Two authors hook up at the Mobile Book Fair in Newton. 

He does some private coaching with high school teams as well, along with an occasional event for the Jimmy Fund or other charity. And while he rarely gets to Fenway, he was back for the 100th anniversary celebration in April and got a terrific hand from the crowd when introduced. That meant a lot to him.

“I fight every day not to go out and get drugs, but it's a private fight,” he told me. “I don't call it being clean, I call it being tolerant. I stay healthy, and I'm on a baseball field seven days a week. That's where I feel the most comfortable.”

That's one more thing he and the Spaceman have in common: both are still pitching. Lee has hurled in a variety of leagues through the years, and this summer, at age 65, became the oldest man in history to win a professional game when he went all nine innings for his hometown San Rafael Pacifics of the North American League in a 9-4 victory over Maui.
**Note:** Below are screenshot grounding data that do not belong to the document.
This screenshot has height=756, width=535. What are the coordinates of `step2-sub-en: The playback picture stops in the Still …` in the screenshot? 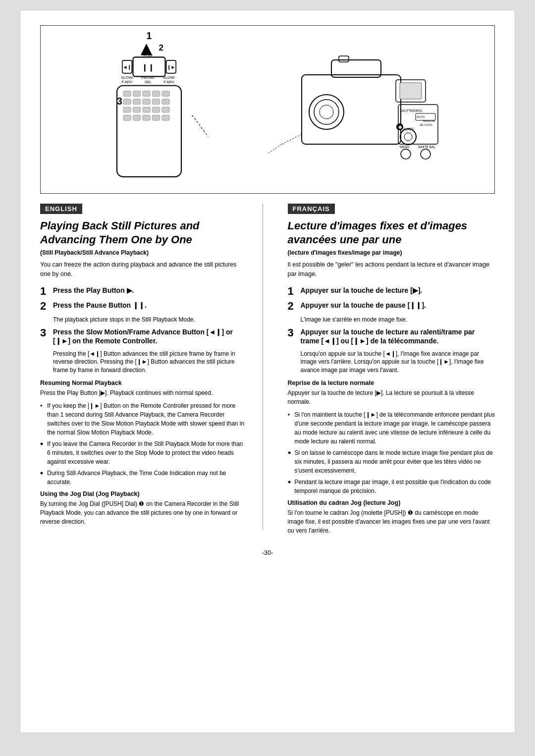 It's located at (151, 320).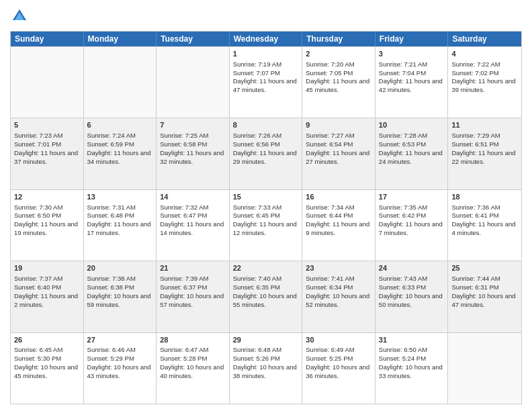 The image size is (532, 411). Describe the element at coordinates (257, 349) in the screenshot. I see `sunrise-label: Sunrise: 6:48 AM` at that location.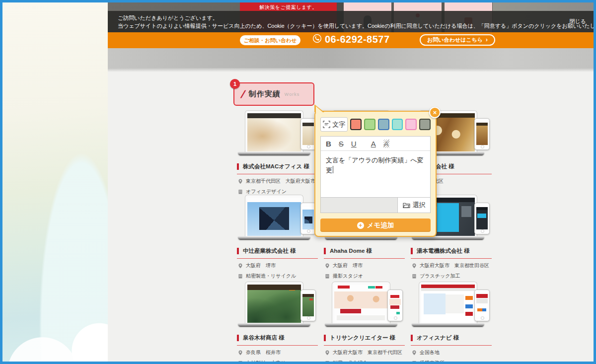 Image resolution: width=596 pixels, height=364 pixels. Describe the element at coordinates (327, 124) in the screenshot. I see `text-select-icon` at that location.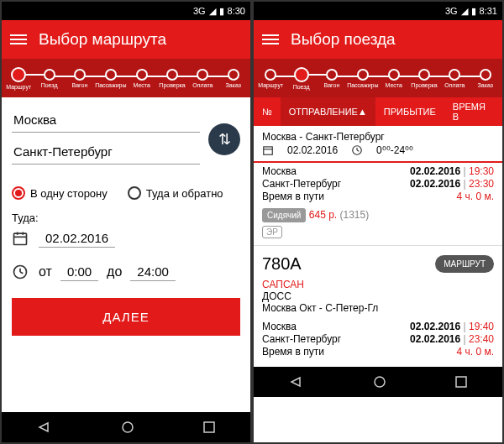 This screenshot has height=444, width=504. What do you see at coordinates (395, 150) in the screenshot?
I see `filter-time: 0⁰⁰-24⁰⁰` at bounding box center [395, 150].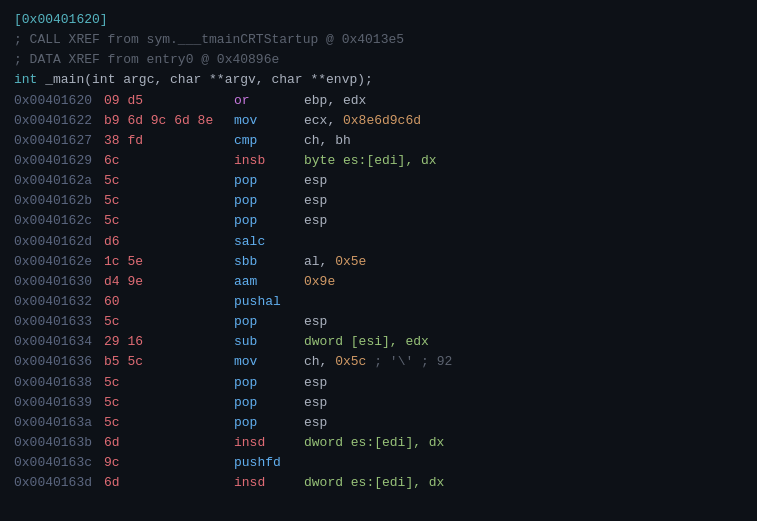 The height and width of the screenshot is (521, 757). What do you see at coordinates (409, 362) in the screenshot?
I see `operand: ; '\' ; 92` at bounding box center [409, 362]. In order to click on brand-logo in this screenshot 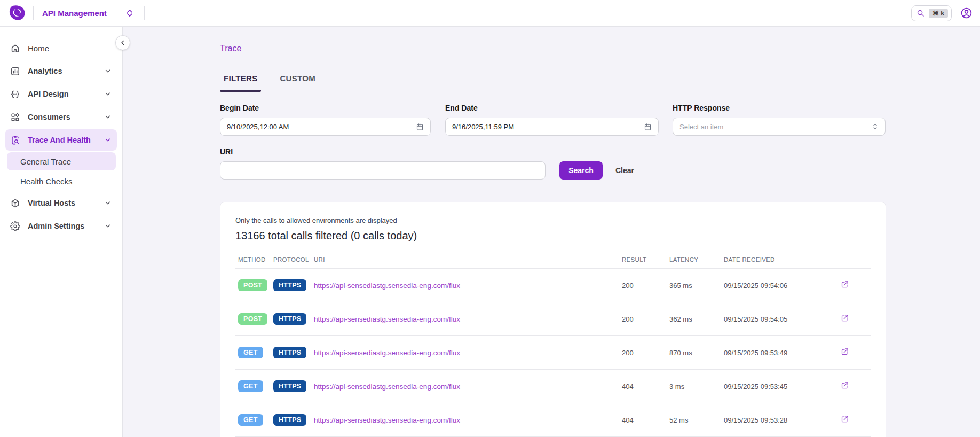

Boyd, who moved back to New England just in time for the wonderful Red Sox summer of 2004 , now lives in Providence and pitches with teams in two divisions of the Men's Senior Baseball League – one for age 35-and-up, the other for 48-and-up. He's still lean and spry a few weeks short of his 53rd birthday, and says he plays shortstop when not on the mound.

“I gotta go work out, I'm pitching tomorrow,” he told me with a smile as he left the Mobile Book Fair. I thanked him for the time, and all the joy he gave Red Sox fans back in the mid-'80s. It was fun to watch him then, and fun to talk to him now.